The obvious assumption behind their argument is the definition of "constraint" or "defeater" in external terms, but libertarian action theory applies to both external determination and internal determination. Suddenly the standard definition of libertarian action theory disappears when discussing God and then it reappears when talking about man's internal agency.
Brother Gene,
That is indeed the problem. If you go beyond simply the ability to choose - the analogy starts to break down, either by making man super-divine, or by making God sub-divine.
-Turretinfan
Manuel,
Thanks for your comment, but you seemed to have overlooked the instructions toward the end of the post about where you should post comments if you want to dispute the "image of God" issue.
If you'd like, repost your comments regarding the image of God in the combox of that post.
-Turretinfan
I'm no expert in experimental procedure but I do have some background in it, having majored in psychology and taken some classes directly related to conducting such experiments.
It seems the researchers are making hasty generalizations. This is very common as evolutionary psychologists are all too eager to close the human-animal gap.
As one commentator points out, humans have a very complex set of beliefs that factor into how decisions are made. We don't know the noetic structure of Chimps and therefore have no way of correlating the two. This fact alone makes such experiments dubitable at best. An experiment's validity rests upon the experimenter's ability to control unknown variables and this appears to be a key variable with no control. For example, the humans in the experiment no doubt knew that they were in an artificial environment with artificial consequences, such knowledge very likely affected their behavior in the experiment. However, did the chimps have such knowledge?
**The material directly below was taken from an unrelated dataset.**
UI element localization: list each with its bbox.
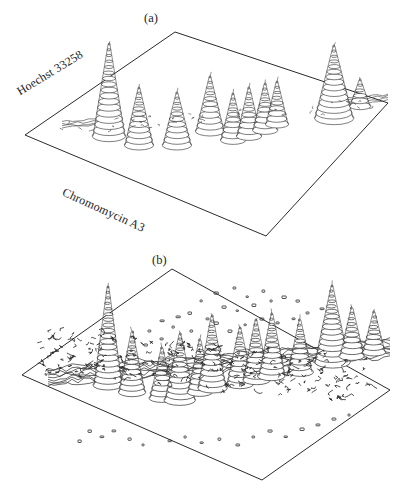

As two other commentators points out, perhaps the chimps have no concept of fairness or perhaps they are to greedy to pass up any trade. One can make an assessment of why any particular human passed up a trade (by asking him the reasons) but one can only guess why a chimp did not pass up the same trade.
Furthermore, it seems to me that there is an ambiguity of "rationally" floating around. A child may at times make a *wiser* choice then me simply because he has not been tarnished by my greed, jealousy, or does not have some other belief that I share. This does not, however, mean that the child has a better ratiocinative structure than I do. Perhaps, if the child shared my belief system, my choice would have indeed been the more rational one, despite it resulting in a wrong choice.
- JB
JB,
Obviously there are many issues with the experiment, hence my haste to heavily qualify the alleged outcome, even in the post title.
I agree that the underlying motivation for the experiment was likely improper.
The rationality of the choices is a relatively objective: they are using standard terminology from economics.
The devastating conclusion of the article was that chimps make generally rational choice, not the "more rational" aspect.